Take control of your love life by understanding yourself better. Dating is more challenging now than ever before; this is because we define our own identities, unlike our ancestors, whose lives were defined by their communities.
We also have thousands of options at our fingertips, which cause us to question our decisions. All this just makes us uncomfortable when making big decisions if we can’t research our way to the right answer.
Great relationships are built, not discovered.
One factor that makes dating more challenging now is social media and how it leads us to believe that everyone else is in healthier and happier relationships. Also, far too few of us have good relationship role models.
Many people also suffer from dating blind spots. Dating blind spots are patterns of behavior that hold people back from finding love, which they can’t identify independently. Logan categorized the most common blind spots into a framework called “The Three Dating Tendencies.” These tendencies are:
- The Romanticizer
- The Maximizer
- The Hesitater
The Romanticizers have unrealistic expectations of relationships. They want the soul mate, the happily ever after, and the whole fairy tale. The Maximizers have unrealistic expectations of their partner. They love to explore their options and want to feel absolutely confident they’re making the right decision.
The Hesitaters have unrealistic expectations of themselves, and they feel like they’re not ready to date. Understanding your dating tendency helps you discover what’s holding you back and how you can overcome these blind spots.
Having the right mindset can help you enjoy your relationship even more
Romanticizers believe that love is something that happens to them and that the reason they’re single is they just haven’t met the right person yet. This belief determines their behavior when it comes to dating. Your mindset towards relationships matters. There are two types of mindsets: the soulmate mindset and the work-it-out mindset
The soulmate mindset is the belief that relationship satisfaction comes from finding the right person. On the other hand, the work-it-out mindset is the belief that you can achieve success in a relationship by making a deliberate effort.
The ability to shift your mindset from soulmate to work-it-out could mean the difference between finding a life partner or not. Romanticizers fall into the soulmate mindset category. People in this category reject promising partners because they don’t match their vision for what love should look and feel like.
They think that love will just happen to them; they expect love to be effortless. If it’s not, they must be with the wrong person. People with a work-it-out mindset know that relationships take effort and that building a successful relationship is a process.
Maximizers obsess over making the right decision. They want to explore every possible option before they make a choice. Even when they decide, they continuously wonder what they’re missing out on. The current dating climate creates Maximizers out of many of us. No one ever seems good enough, and we wonder if we could be happier with someone else. Maximizing tendencies in relationships can lead to mental anguish, costly delays in decision-making, and missed opportunities.
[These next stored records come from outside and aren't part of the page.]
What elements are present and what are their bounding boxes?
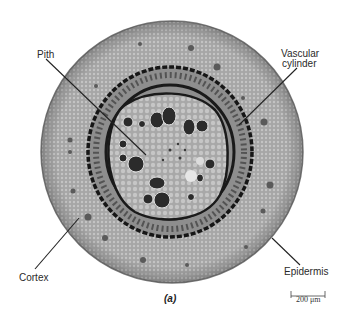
- pith-label: Pith: [37, 49, 54, 60]
- cortex-label: Cortex: [19, 272, 48, 283]
- epidermis-leader-line: [272, 238, 300, 265]
- vascular-cylinder-label-line2: cylinder: [282, 58, 316, 69]
- panel-label: (a): [164, 293, 176, 304]
- scale-bar-text: 200 μm: [296, 295, 321, 304]
- stem-cross-section-figure: Pith Vascular cylinder Cortex Epidermis …: [0, 0, 344, 321]
- cortex-leader-line: [35, 218, 79, 269]
- epidermis-label: Epidermis: [284, 266, 328, 277]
Hesitaters delay dating because they don’t feel 100% ready yet and want to put their best foot forward. Hesitaters are afraid of rejection, failure, and not being good enough. By waiting to date, Hesitaters miss out on a chance to develop their dating skills and figure out what type of person they want to be with. You can learn to overcome your hesitation by:
- Setting deadlines for yourself
- Doing prep work for your new dating life
- Telling others about your plan
- Committing to your new identity as a “dater”
- Starting with small goals
- Being compassionate with yourself
- Stop talking to your ex
The path to understanding relationships and choosing a partner for the long haul
Attachment theory is a popular framework for understanding relationships. This theory helps to explain why you’re attracted to certain people, why past relationships haven’t worked out, and why you’re trapped in a pattern of bad habits. People can be anxiously attached, avoidantly attached, or securely attached.
You may be anxiously attached if you crave a lot of closeness but are insecure about your relationship’s future and your partner’s interest in you. You may be avoidantly attached if you feel uncomfortable with intimacy and value independence over a connection. A securely attached person is comfortable with intimacy, spending time alone, and drawing clear boundaries.
Securely attached people make up 50% of the population, but not the dating pool, since they tend to get into relationships and stay in them. Anxiously attached and avoidantly attached people often date each other, reinforcing their worst tendencies. Anxiously attached or avoidantly attached people can develop better relationship skills by looking for secure partners and learning to self-regulate by managing disruptive impulses and emotions.
Pay attention to whether you’re attracted to someone and focus less on how society evaluates that person’s looks.
Life partners are trustworthy and reliable and will stay with you for the long haul. Superficial qualities like looks, money, shared hobbies, and similar personalities matter less for the success of a long-term relationship. This is because lust fades, and people adapt to their circumstances. A great long-term partner is loyal, kind, and emotionally stable, a person with whom you can grow, make hard decisions, and fight constructively. In the end, a relationship is about what happens when the two of you come together. Try to focus on the side of you this person brings out because that’s who you’ll be whenever you’re with them.